[DATA TO USE — start]
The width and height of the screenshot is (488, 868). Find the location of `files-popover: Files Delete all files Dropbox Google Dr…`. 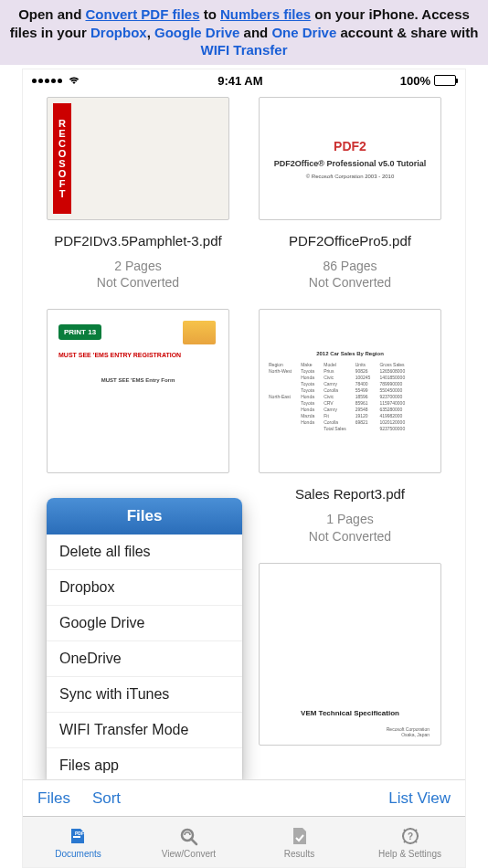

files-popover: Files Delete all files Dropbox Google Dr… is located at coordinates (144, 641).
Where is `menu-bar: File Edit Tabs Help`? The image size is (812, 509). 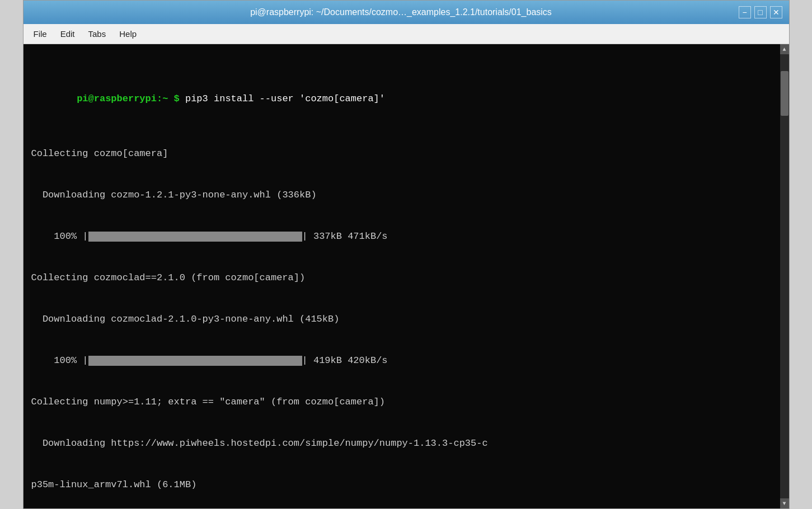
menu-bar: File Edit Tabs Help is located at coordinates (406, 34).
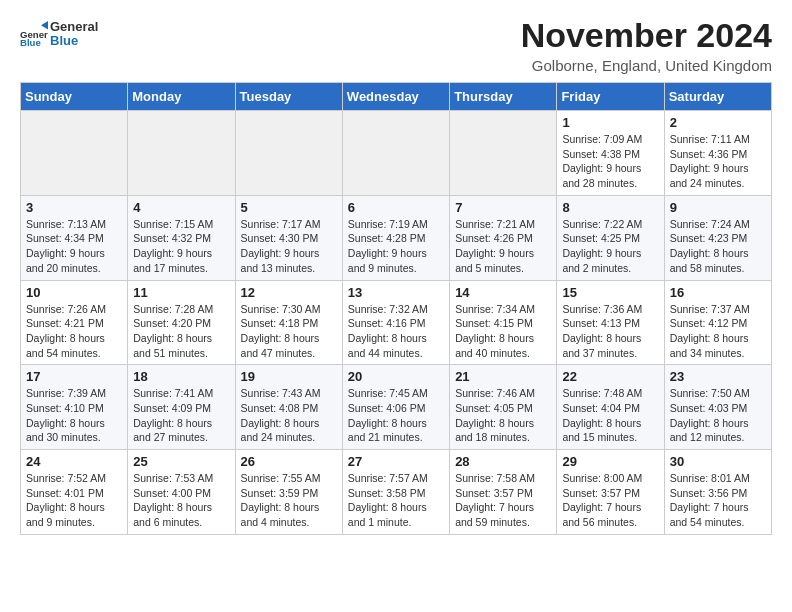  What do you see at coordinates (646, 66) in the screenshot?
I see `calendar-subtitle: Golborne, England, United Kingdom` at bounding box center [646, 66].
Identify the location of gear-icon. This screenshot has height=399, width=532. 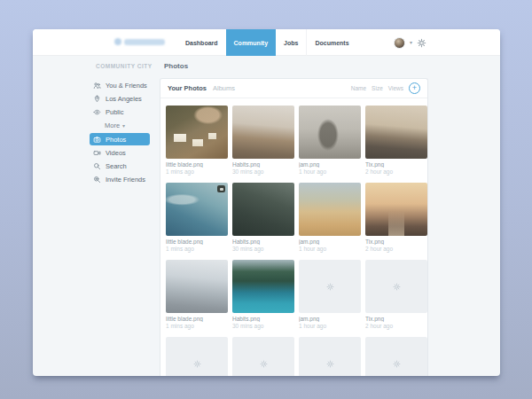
[DATA TO USE — finish]
> [ACTIVITY]: All of the material above is to be copied exactly, except for its images.

> [ANSWER TO THE EXERCISE]:
The width and height of the screenshot is (488, 868). Find the location of `files-popover: Files Delete all files Dropbox Google Dr…`. 

files-popover: Files Delete all files Dropbox Google Dr… is located at coordinates (144, 641).
Where is `menu-bar: File Edit Tabs Help`? The image size is (812, 509). 
menu-bar: File Edit Tabs Help is located at coordinates (406, 34).
  What do you see at coordinates (646, 66) in the screenshot?
I see `calendar-subtitle: Golborne, England, United Kingdom` at bounding box center [646, 66].
Identify the location of gear-icon. This screenshot has height=399, width=532. 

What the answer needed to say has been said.